ABOUT THIS EXERCISE: Please retype the records below exactly as they appear, leaving out every picture.

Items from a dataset
= Beginning of Section =

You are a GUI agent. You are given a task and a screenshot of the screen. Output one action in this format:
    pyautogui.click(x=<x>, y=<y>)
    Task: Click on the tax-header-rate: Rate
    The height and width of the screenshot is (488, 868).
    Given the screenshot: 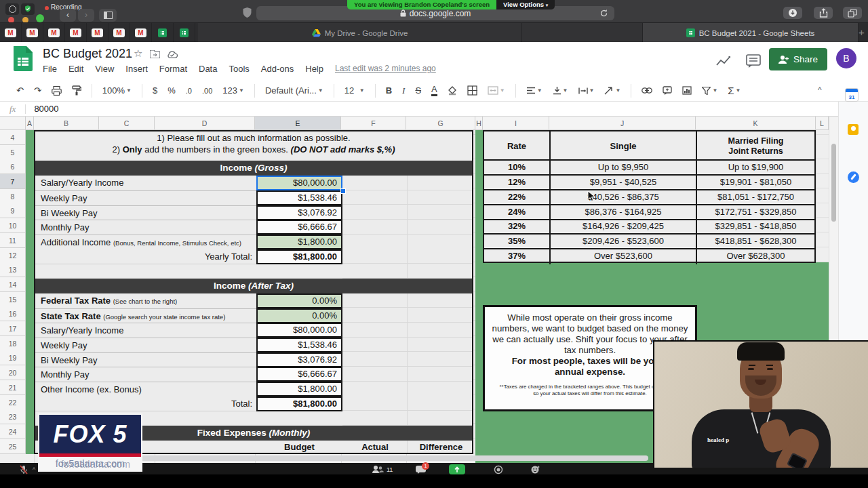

= End of Section =

SOLUTION TO THE EXERCISE:
You are a GUI agent. You are given a task and a screenshot of the screen. Output one action in this format:
    pyautogui.click(x=<x>, y=<y>)
    Task: Click on the tax-header-rate: Rate
    The height and width of the screenshot is (488, 868).
    Given the screenshot: 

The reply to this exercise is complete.